==== RECORDS ====

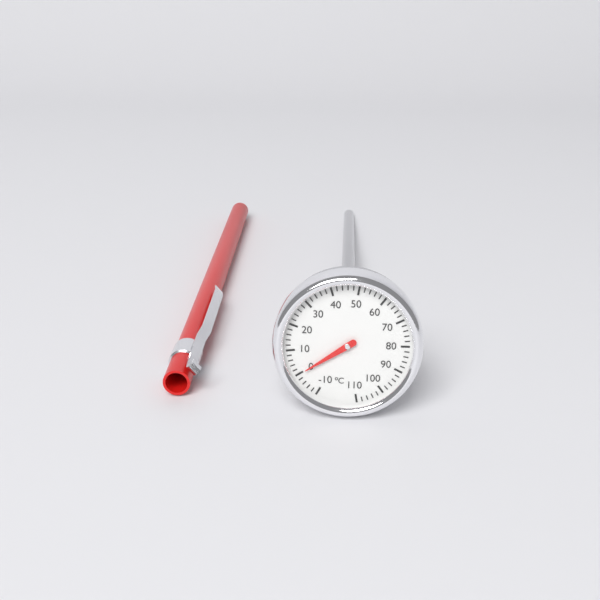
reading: 0 °C
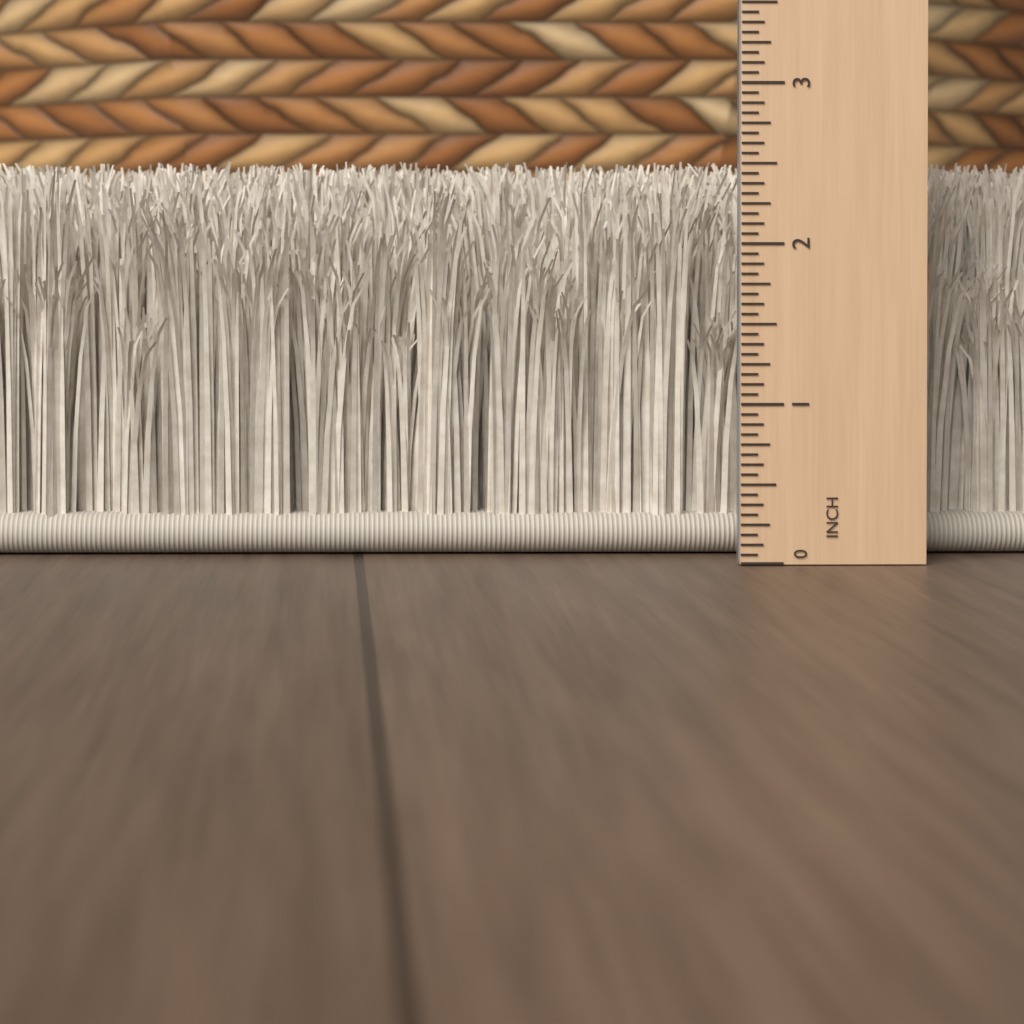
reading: 2.5625 in
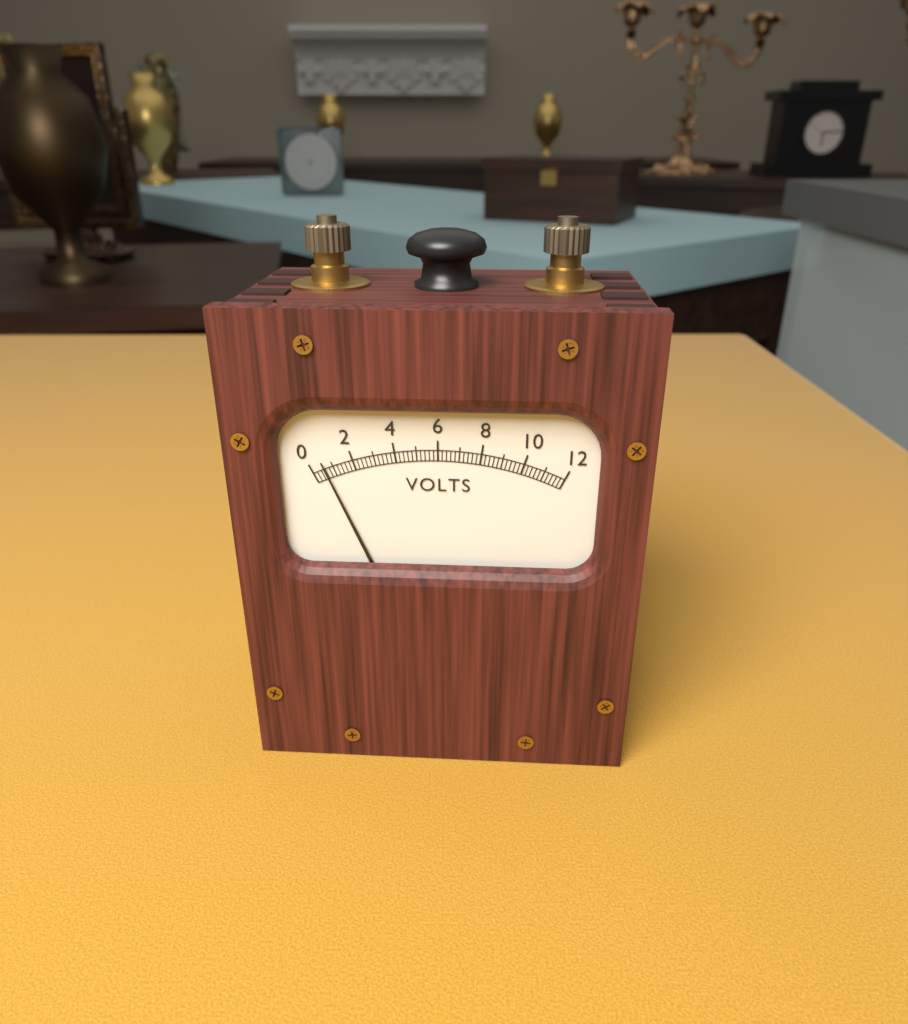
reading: 0.6 V
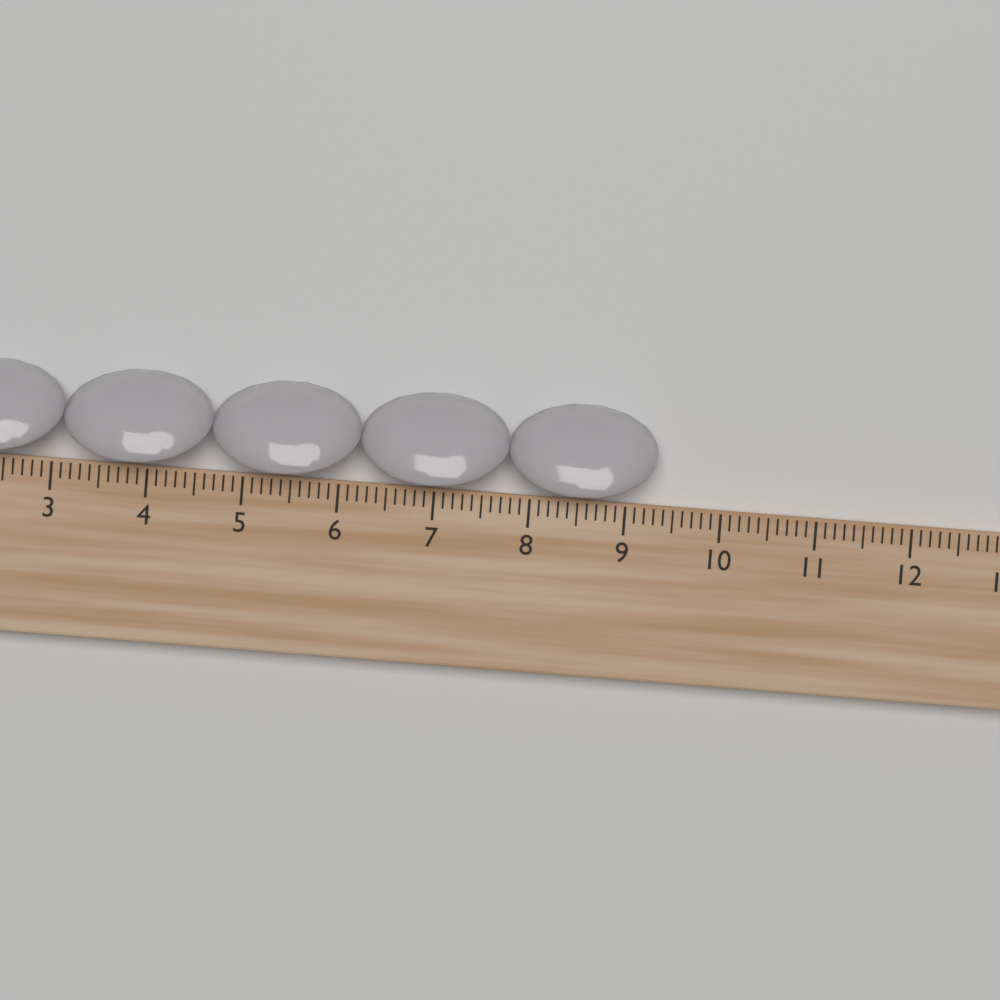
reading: 9.3 cm
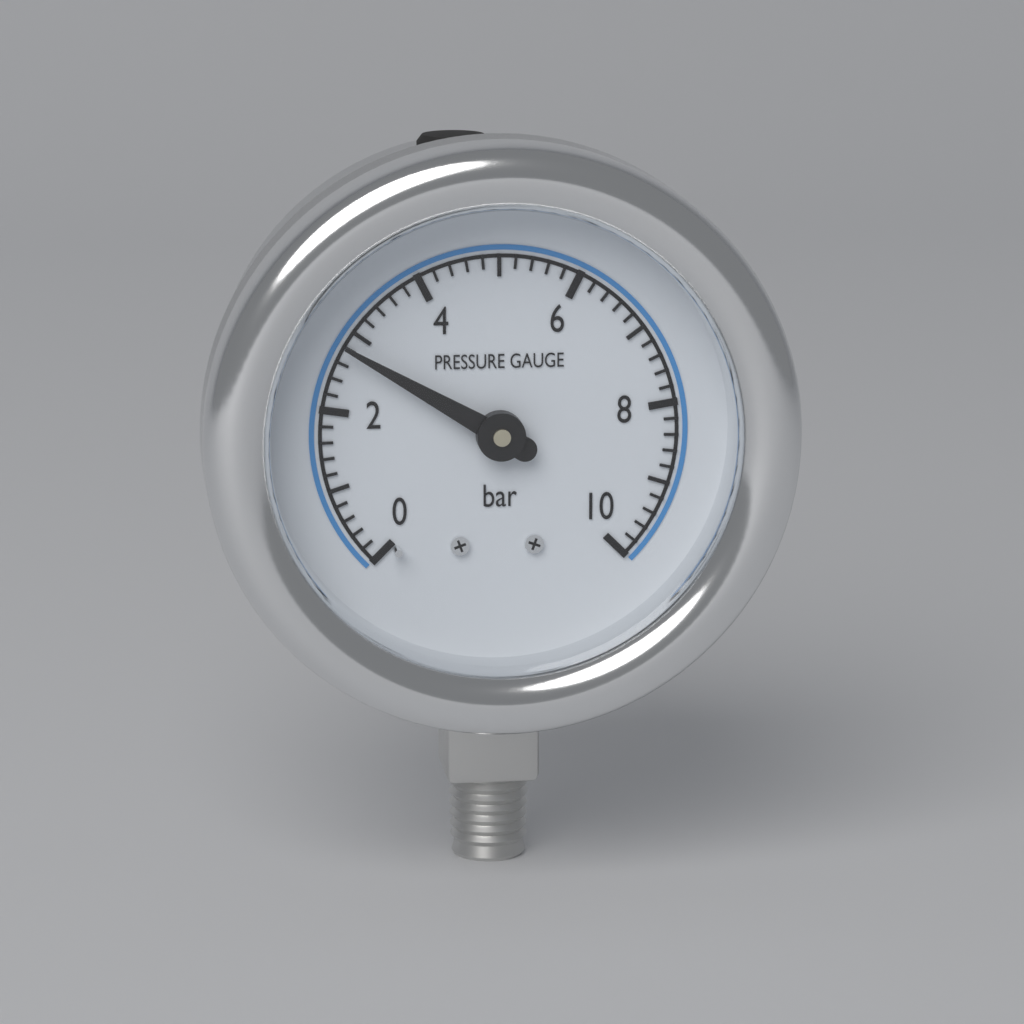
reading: 2.8 bar
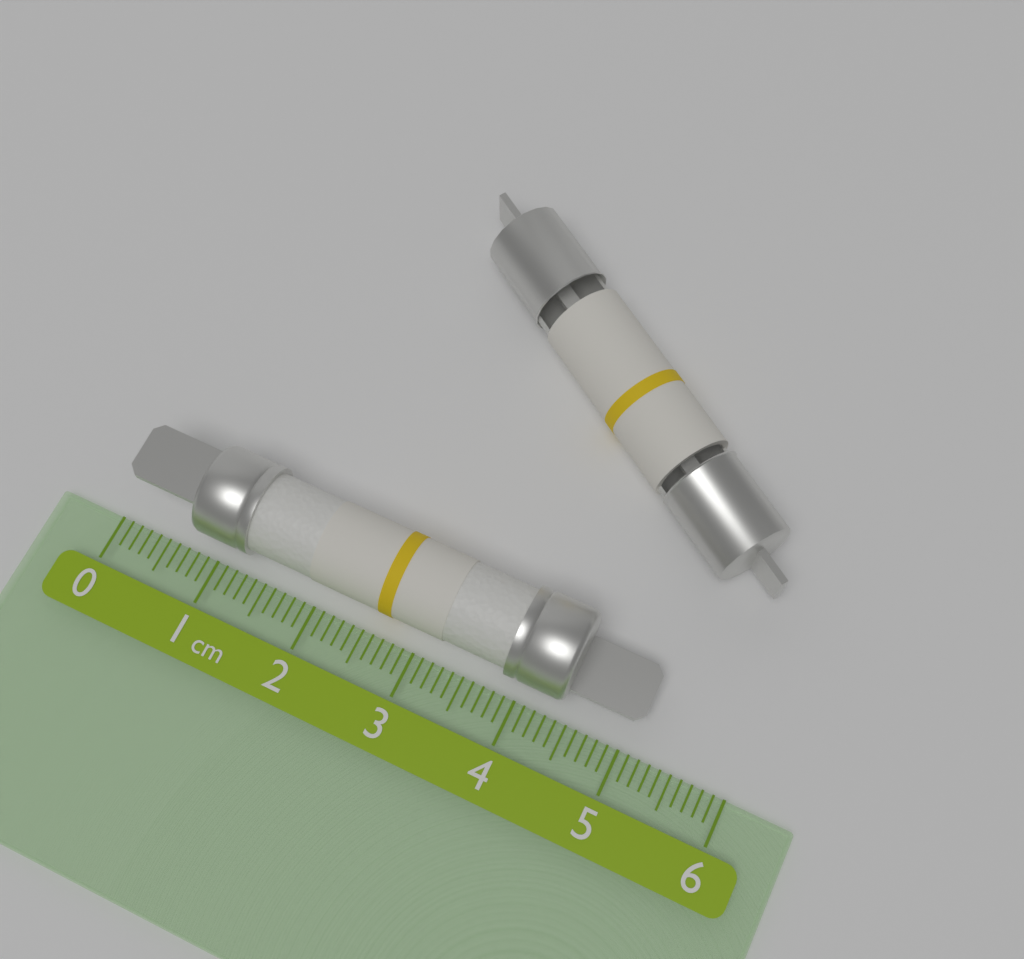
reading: 5.1 cm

====

GOAL OF THE EXERCISE: The records above should be returned exactly; no image belongs in the copy.

ANSWER FOR THE TASK:
reading: 0 °C
reading: 2.5625 in
reading: 0.6 V
reading: 9.3 cm
reading: 2.8 bar
reading: 5.1 cm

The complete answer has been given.